A glaring sign of a broken system
July 12, 2012
– Comments (5)
"In 1992, the 400th richest person in America made $24 million.
In 2007, the 400th richest person in America made $138 million (or $87 million, inflation-adjusted).
Now, that almost certainly wasn't the same guy. There's a lot of churn at the top of the money pyramid. In all of the 1990s, only 25% of the Fortunate 400 made more than one appearance. But the overall message is the same. The rich keep getting richer.
According to the IRS, which recently released 2009 data from the 400 richest individual income tax returns, the real runaway growth in wealth has come from capital gains. In the last years of the bubble, the "Fortunate 400" made nearly half their income from capital gains (a.k.a.: profit from the rising value of an investment, such as stocks or property) and less than 10% of their income from old-fashioned wages."
http://finance.yahoo.com/news/richest-400-people-america-got-201519751.html
In other words instead of adding something of value and substance to society, the only way to gain wealth was to swindle it from some sucker who thought they were going to get rich the same way. And then we wonder why our economy is not growing. We wonder why the markets are so volatile. "The rich create jobs" Yea right. What jobs? Investment brokers? Accountants to lower their effective tax rates to 15%. Bankers to handle their offshore accounts?
Oh and lets not forget that capital gains tax rates were lowered over this same period. Our economy is suffering a death from 1000 cuts. And our political leaders are holding the razor blades.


- Activity
Gather, from the data below, each line in which the word "Address" occurs.

Web page and app entries:
=== Begin Enclosure ===
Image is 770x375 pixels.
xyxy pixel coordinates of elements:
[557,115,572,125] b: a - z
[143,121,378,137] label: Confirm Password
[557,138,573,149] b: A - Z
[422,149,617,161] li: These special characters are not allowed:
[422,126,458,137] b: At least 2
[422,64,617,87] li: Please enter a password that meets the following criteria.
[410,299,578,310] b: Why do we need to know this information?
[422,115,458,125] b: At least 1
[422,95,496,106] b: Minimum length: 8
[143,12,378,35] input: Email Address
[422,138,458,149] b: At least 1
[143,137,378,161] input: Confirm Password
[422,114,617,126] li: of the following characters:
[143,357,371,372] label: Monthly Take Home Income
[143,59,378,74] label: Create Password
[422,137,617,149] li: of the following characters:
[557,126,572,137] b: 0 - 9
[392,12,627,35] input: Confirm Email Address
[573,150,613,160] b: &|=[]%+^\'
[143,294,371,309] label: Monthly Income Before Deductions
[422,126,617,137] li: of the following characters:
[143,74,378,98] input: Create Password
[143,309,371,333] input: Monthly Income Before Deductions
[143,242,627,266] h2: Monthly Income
=== End Enclosure ===
=== Begin Enclosure ===
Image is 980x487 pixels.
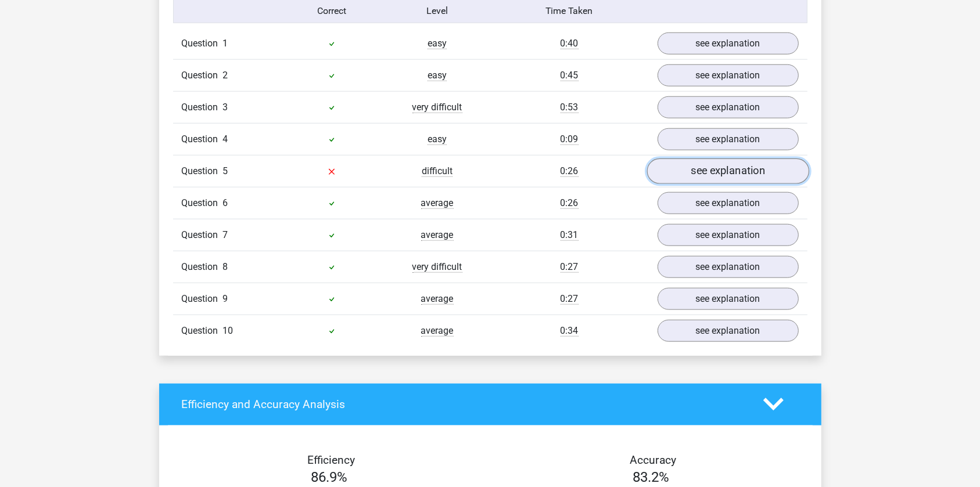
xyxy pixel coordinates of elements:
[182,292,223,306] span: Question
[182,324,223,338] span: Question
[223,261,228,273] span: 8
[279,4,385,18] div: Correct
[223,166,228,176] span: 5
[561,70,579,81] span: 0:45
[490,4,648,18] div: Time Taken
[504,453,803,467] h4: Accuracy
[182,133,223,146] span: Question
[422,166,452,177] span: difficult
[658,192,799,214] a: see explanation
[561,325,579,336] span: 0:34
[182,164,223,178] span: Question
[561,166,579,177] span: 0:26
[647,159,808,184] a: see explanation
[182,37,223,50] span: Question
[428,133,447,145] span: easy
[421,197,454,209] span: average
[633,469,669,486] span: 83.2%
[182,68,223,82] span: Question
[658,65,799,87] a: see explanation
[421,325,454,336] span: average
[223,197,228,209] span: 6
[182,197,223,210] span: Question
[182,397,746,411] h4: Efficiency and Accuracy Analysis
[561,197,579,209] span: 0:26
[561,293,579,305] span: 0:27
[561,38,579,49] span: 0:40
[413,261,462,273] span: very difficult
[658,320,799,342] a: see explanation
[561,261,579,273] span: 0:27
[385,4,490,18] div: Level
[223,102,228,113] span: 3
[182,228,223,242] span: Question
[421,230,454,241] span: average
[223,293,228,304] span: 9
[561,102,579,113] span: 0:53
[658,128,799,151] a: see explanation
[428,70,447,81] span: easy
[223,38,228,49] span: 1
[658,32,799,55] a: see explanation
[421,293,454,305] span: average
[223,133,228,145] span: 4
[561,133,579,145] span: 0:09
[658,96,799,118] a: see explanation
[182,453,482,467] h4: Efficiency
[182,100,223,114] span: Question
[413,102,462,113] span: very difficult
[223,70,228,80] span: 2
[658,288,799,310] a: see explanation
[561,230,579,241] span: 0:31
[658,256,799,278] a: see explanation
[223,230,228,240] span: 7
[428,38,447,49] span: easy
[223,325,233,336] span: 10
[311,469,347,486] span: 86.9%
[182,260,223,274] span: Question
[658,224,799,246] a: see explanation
=== End Enclosure ===
=== Begin Enclosure ===
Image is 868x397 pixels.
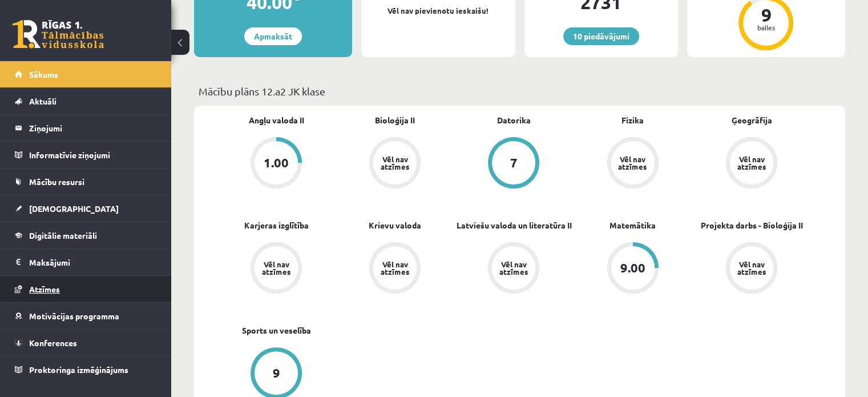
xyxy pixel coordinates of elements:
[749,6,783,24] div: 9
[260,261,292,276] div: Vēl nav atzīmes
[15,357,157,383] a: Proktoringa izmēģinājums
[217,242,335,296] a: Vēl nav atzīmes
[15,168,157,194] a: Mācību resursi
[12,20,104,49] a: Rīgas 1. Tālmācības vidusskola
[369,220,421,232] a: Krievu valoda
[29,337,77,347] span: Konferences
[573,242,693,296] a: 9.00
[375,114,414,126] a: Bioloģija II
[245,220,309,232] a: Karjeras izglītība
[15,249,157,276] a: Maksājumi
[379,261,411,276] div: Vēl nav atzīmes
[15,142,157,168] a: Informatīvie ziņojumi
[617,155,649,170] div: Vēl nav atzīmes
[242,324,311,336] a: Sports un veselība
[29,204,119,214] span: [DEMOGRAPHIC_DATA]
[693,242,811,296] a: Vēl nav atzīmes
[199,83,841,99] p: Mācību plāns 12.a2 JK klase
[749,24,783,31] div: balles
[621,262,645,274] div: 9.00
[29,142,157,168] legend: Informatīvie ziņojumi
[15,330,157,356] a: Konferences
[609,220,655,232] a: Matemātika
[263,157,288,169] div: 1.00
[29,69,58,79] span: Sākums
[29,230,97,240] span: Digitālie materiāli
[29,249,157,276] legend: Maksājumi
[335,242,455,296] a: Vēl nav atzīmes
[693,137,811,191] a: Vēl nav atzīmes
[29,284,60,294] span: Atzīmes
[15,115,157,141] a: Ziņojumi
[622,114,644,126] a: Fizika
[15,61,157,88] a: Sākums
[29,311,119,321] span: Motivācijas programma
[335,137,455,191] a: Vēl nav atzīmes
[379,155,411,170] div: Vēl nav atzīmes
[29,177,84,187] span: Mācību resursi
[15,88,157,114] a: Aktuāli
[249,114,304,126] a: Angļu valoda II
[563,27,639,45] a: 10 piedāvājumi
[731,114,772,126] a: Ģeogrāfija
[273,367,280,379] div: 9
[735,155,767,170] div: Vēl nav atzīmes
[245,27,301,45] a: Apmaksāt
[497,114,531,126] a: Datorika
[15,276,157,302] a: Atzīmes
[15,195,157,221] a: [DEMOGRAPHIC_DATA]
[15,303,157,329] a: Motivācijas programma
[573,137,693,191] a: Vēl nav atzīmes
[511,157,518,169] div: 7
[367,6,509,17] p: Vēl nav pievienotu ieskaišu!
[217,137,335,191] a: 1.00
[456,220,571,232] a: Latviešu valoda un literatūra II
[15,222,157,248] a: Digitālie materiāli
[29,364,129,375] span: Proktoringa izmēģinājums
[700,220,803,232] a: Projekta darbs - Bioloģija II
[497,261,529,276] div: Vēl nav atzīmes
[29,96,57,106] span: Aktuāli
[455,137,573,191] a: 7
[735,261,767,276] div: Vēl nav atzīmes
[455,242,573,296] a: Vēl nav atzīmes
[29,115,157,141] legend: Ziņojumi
=== End Enclosure ===
- Task solution
[143,12,378,35] input: Email Address
[392,12,627,35] input: Confirm Email Address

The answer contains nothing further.